Escape the showers and enjoy painting with light this summer. Volatile Light, new installation at the Harris Museum and Art Gallery, features an assortment of lights whizzing and spinning about a darkened room.
“We wanted to make an exciting environment with the machines and the tiny pinpoints of light attached to them enveloping the visitors,” says David Wheeler, creative director of IOU, the organisation who created the installation. “It isn’t trying to be a planetarium, but there are obvious similarities with the crossing orbits of all the different paths we can see the lights taking.”
I took my son along to the installation last week and he thought the machines, or ‘robots’ as he called them, were fantastic. He loved watching them whir about the room in the dark. The machines have been created from an array of upcycled materials, including windscreen wipers and bike parts.
“In the projection room this effect is continued,” says David. “I like to hear visitors describe what they see and interpret it for themselves. Planets, underwater luminous creatures are often mentioned.”

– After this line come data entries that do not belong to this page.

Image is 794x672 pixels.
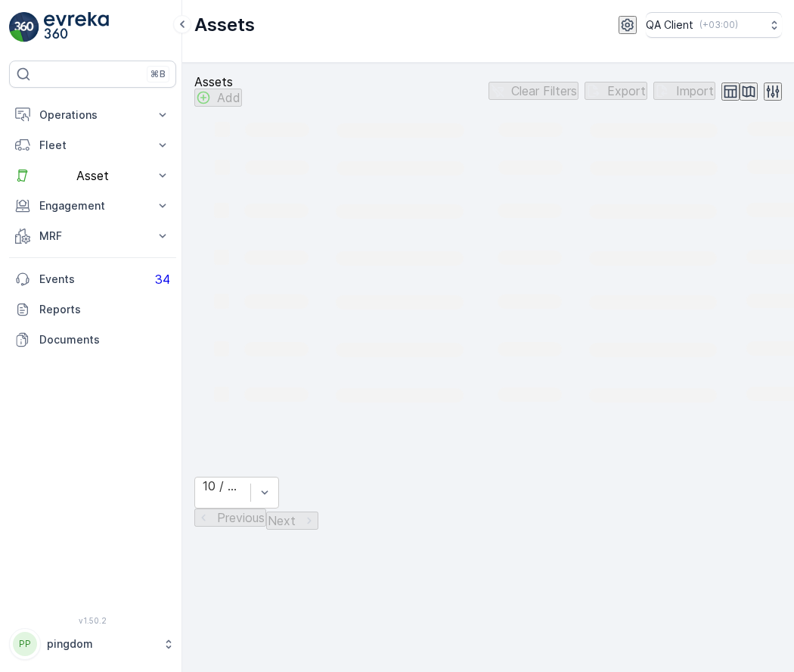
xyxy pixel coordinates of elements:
[217,511,264,524] p: Previous
[39,302,170,317] p: Reports
[39,332,170,347] p: Documents
[489,81,579,99] button: Clear Filters
[194,75,242,88] p: Assets
[646,12,782,38] button: QA Client(+03:00)
[9,295,176,325] a: Reports
[585,81,647,99] button: Export
[266,512,318,530] button: Next
[39,107,146,122] p: Operations
[39,169,146,182] p: Asset
[9,616,176,625] span: v 1.50.2
[47,636,155,651] p: pingdom
[39,137,146,153] p: Fleet
[155,272,170,286] p: 34
[268,514,296,527] p: Next
[9,190,176,221] button: Engagement
[9,130,176,160] button: Fleet
[151,68,166,81] p: ⌘B
[9,160,176,190] button: Asset
[654,81,715,99] button: Import
[194,88,242,107] button: Add
[194,13,255,37] p: Assets
[9,99,176,130] button: Operations
[676,84,714,98] p: Import
[9,264,176,295] a: Events34
[39,228,146,244] p: MRF
[9,221,176,251] button: MRF
[217,91,241,104] p: Add
[13,632,37,656] div: PP
[607,84,646,98] p: Export
[39,272,146,287] p: Events
[194,509,266,527] button: Previous
[9,628,176,660] button: PPpingdom
[9,12,39,43] img: logo
[699,19,738,31] p: ( +03:00 )
[39,198,146,213] p: Engagement
[9,325,176,355] a: Documents
[646,17,694,32] p: QA Client
[203,479,243,493] div: 10 / Page
[44,12,109,43] img: logo_light-DOdMpM7g.png
[511,84,577,98] p: Clear Filters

A third room features computers and a bank of television screens with an array of illuminated toys, such as glow sticks and light-up windmills, so visitors to the installation can create their own paintings with light, as Picasso once did. My son really enjoyed brandishing his light sabre and slashing about in the dark to create a variety of images.
I wondered why David thought light was so exciting? Why does playing with light appeal to people?
“Mysterious, hypnotic a bit scary?” he says. “Perhaps we all have a moth-gene!”
Volatile Light at the Harris Museum and Art Gallery, Preston until 24th August 2013. Admission free.